Brian Huddleston

Just wanted to drop you a quick note about how incredibly cool Subversion is... I think sometimes getting bogged down in the bug fixing, feature requests and roadmaps discussions that you can lose focus of what an incredibly cool tool Subversion is...

My background, we just recently converted over from a CVS repository. I thought I would share with you some of my experiences as a way of saying thank you:

I love directory and file renames!

I am a big history freak. One thing that always sucked about CVS was that it made refactoring so hard to do. By and large I was able to bully people into telling me when they want to move something around so I could manually copy the RCS file, manually delete out the tags that no longer applied to the new location, etc (eugh...what a pain). But all too frequently, joeblow would "move" something by cvs rm-ing it and cvs-adding it, thereby creating the impression that the five year old foo.java file was created yesterday in its entirety by joeblow. Drove me nuts. Just yesterday one of our devs took about four hours and did a "marketing" refactor, changing a bunch of our classes to match the terminology we actually use when talking about things. I pull up the newly renamed file...there it is with all of its history intact. It brings a tear to my eye. :-)

I love atomic commits!

Everything falls into nice comprehensible changesets. It is so easy to see what's going on. Let me give you an example. For historical reasons our shop is really branch averse. (We had some bad experiences with multiple versions of our product and trying to keep bug fixes synched between them...it was a mess...could've been done better but it left a bad taste in everyone's mouth. That and it took a long time to create a new branch, but that's for another point.)

So...we released our latest version into production and told one of the devs he could check in his changes for a big new feature he was working on.

So about 20 minutes after that checkin we discovered a P1 defect in production and needed to do an emergency upgrade....oops...No problem in the new Subversion world. I reversed merged to the rev right before the big check in. We fixed the bug dashed out a new build and merged the old changes back. Yes it is possible to do that trick with CVS if you've done the labeling properly, but a huge pain. As it was, it was quick easy and we didn't have to get into a holy war about branching.

I love cheap copies!

We have a continuous build environment. So we do a lot of tagging. Under CVS it would take approximately 15-20 minutes to tag our source base. Under subversion it takes about 30 seconds.

They're also wonderfully flexible. I'm working on a set of scripts now that will let us do something similar to Source Integrity's workspaces. Subversion lets me branch and switch individual files, that combined with excellent support for mixed working copies and I have what I need to let developers commit early and often to the nice backed up repository and to work on long running disruptive projects without having to protect the trunk. All with just a little scripting. That's good stuff.

I love binary deltas!

This helps us in two ways. One we have a fairly huge BuildTools module and a Design module with lots of really big photoshop files. That was painful under CVS.

Also our updates are quite a bit faster. We're able to do a svn update on everything including BuildTools in about 20% less time than it used to take to just do a cvs update on the text source files.

I love parseable output!

I don't know who put this as a design goal, but Bravo! We have a fairly complicated SCM system that tied together CVS, Scarab, BuildForge, and various reporting, summary and status pages. I dreaded porting it over to use SVN. It took a lot of work to put together.

Apparently you guys had that use case in mind. Everything was immently query-able (I love query-able repositories!) and the results of all those nice queries was regularized. No playing super-special regex magic to get the information I needed.

I had budgeted two weeks to get everything up and working. As it turned out since there was an svnlook or svn command for everything I needed to do, and the since the output was in a nice sensible format, it turned into a weekend project tacked onto the end of the cvs2svn run.

The documentation is also extremely well done. I have had next to no developer support to do thanks to the excellent svn book.

On the admin side, svnserve worked out of the box. (We were using CVS and ssh previously, so everything Just Worked).

I put off playing with mod_dav_svn as I had got the impression that it was going to be unreasonably complicated to setup. In point of fact it only took about 20 minutes. Installed the rpm, edited the conf.d/subversion.conf to point to the repository, pasted in my mod_auth_pam directives and voila. I could commit via https and it knew it was me. I now have an option for for those cough less technical types for whom I have no hope of walking through creating a dsa public/private key pair with cygwin.

Then there are all those cool mod_dav_svn tricks like web folders and autoversioning. (I demo'd that today.) Even the nice clean repository browser (the GET handler). We're able to simply link to svn versioned images/mockups/documents in our wiki now. (It was easy to explain, just point to the same URL you see in TortoiseSVN).

Our CTO used the mod_dav_svn browser feature while in Europe to download the latest mockup from our design guy to his PDA phone. That's just cool. :-)

Anyway, I hope everyone involved will take a moment to pat themselves on the back for creating an extremely powerful, extremely useful tool.

I'll now go back to my default whining about new features I want, but I thought you guys might enjoy hearing my experience with it.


Copy nothing but the lines below running from the line containing "Locate an element on the screen. This" through the line containing "The width and height of the screenshot is (1215, 581).", both end lines included.

:::::

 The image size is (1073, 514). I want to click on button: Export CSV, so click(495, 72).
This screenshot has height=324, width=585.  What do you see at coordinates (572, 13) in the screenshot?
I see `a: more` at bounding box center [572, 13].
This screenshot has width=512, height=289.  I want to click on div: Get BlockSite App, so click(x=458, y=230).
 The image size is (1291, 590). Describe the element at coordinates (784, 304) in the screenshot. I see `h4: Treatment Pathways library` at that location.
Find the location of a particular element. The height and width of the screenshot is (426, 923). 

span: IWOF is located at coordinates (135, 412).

:::::

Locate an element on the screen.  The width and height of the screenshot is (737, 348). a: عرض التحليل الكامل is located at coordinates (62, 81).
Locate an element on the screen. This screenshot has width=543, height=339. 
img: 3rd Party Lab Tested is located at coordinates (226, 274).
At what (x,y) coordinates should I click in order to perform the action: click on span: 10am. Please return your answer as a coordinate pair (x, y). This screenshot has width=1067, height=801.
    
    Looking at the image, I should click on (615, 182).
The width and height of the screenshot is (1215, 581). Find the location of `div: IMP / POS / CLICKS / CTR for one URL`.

:::::

SOLUTION TO THE PROBLEM
Locate an element on the screen. This screenshot has width=543, height=339. 
img: 3rd Party Lab Tested is located at coordinates (226, 274).
At what (x,y) coordinates should I click in order to perform the action: click on span: 10am. Please return your answer as a coordinate pair (x, y). This screenshot has width=1067, height=801.
    
    Looking at the image, I should click on (615, 182).
The width and height of the screenshot is (1215, 581). Find the location of `div: IMP / POS / CLICKS / CTR for one URL`.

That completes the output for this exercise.